Any company that buys from third-party suppliers and faces supply-chain due-diligence rules needs a written SRM program. In particular, several sectors carry heavy exposure.
- Automotive firms face IATF 16949 supplier qualification and customer-specific requirements.
- Aerospace and defense face AS9100 and controlled-goods rules.
- Pharma and medical devices face FDA supplier-controls and ISO 13485.
- Food, beverage, and FMCG face GFSI and customer-driven ESG audits.
- Electronics face RBA and conflict-minerals rules.
- Retail and apparel face modern slavery acts and UFLPA.
- Any firm with EU operations faces CSDDD and LkSG.
In short, if a customer or regulator can demand proof of how you qualified, watched, and corrected supplier risk, you need an SRM program.
Mapped Standards by Discipline
What standards and regulations do these three disciplines map to?
Each discipline maps to a clear stack of standards.
- LPA: IATF 16949 and ISO 9001 (Clause 9.2 internal audit). Customer-specific requirements such as Ford Q1, GM CQI, and Stellantis SQ also apply.

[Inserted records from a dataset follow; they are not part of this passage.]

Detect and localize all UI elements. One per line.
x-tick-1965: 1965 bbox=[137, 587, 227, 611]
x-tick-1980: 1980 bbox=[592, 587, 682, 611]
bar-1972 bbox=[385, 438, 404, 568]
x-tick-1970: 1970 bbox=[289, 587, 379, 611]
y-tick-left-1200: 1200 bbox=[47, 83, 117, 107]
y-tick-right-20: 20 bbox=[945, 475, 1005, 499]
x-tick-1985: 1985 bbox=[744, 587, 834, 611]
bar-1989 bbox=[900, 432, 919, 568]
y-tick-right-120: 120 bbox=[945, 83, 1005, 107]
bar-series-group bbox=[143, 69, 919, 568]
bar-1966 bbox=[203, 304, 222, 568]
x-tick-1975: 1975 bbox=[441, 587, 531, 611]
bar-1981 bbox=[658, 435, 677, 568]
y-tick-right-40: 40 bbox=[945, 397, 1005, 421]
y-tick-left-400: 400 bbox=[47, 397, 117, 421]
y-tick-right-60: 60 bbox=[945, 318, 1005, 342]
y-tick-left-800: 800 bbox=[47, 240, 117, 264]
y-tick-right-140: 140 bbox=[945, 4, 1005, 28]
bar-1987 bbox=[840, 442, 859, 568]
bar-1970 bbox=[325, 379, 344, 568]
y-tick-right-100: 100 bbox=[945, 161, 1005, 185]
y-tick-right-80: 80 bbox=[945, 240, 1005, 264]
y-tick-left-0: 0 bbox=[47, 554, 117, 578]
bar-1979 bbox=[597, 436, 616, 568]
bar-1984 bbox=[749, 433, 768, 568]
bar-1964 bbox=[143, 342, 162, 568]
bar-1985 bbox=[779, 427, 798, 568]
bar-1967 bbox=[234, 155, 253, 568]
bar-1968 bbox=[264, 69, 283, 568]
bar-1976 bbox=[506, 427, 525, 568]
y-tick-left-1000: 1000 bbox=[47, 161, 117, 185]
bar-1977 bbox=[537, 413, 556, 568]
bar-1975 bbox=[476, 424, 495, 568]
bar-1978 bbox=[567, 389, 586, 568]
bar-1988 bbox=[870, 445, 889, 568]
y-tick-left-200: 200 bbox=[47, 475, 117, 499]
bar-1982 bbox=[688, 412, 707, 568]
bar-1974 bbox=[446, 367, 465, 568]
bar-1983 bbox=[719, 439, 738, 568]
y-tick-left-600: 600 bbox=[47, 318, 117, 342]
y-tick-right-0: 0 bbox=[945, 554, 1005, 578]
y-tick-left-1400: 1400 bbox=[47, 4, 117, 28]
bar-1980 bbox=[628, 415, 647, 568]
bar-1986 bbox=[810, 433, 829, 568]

- SRM: EU CSDDD, Germany’s LkSG, the U.S. UFLPA, the UK and Australian Modern Slavery Acts, ISO 20400 (sustainable procurement), and DNV, Sedex, and EcoVadis qualification frameworks.
- Safety Inspections: OSHA 29 CFR 1910 (general industry) and 29 CFR 1926 (construction). ISO 45001 Clause 9 (Performance Evaluation) and CSA Z45001 in Canada. The UK Health and Safety at Work Act 1974 also applies.
Platforms & Audit Trail
Can one platform support audits, supplier risk, and safety inspections together?
Yes — that is the core design premise of an audit-and-inspection platform like Certainty. In practice, the data model is the same across the three disciplines.
A configurable checklist runs on a mobile device. The record carries a timestamp, photo, GPS, and signature. A corrective action workflow tracks owner, target date, and verified closure. A multi-site dashboard surfaces leading indicators across the program.
By contrast, only the template library and the regulatory frame change between LPA, SRM, and safety inspection use cases — not the platform. As a result, running all three on one platform is what makes the cross-disciplinary audit trail possible.
What is a defensible audit trail, and why does it matter?
A defensible audit trail is documentation built to hold up under scrutiny. For example, regulators, certification bodies, customers, and courts may all review it.
In Certainty’s standard, it has six parts at every step: timestamp, photo, GPS location, digital signature, a logged corrective action, and verified closure. As a result, the same standard applies to LPA findings, supplier non-conformances, and safety findings.
By contrast, paper records and ad-hoc spreadsheets often fail the test — not because the work was not done, but because the evidence chain cannot be rebuilt under scrutiny.
See Certainty in action
Book a 30-minute walkthrough with our team to see how Certainty supports audits, supplier risk, and safety inspections in one platform.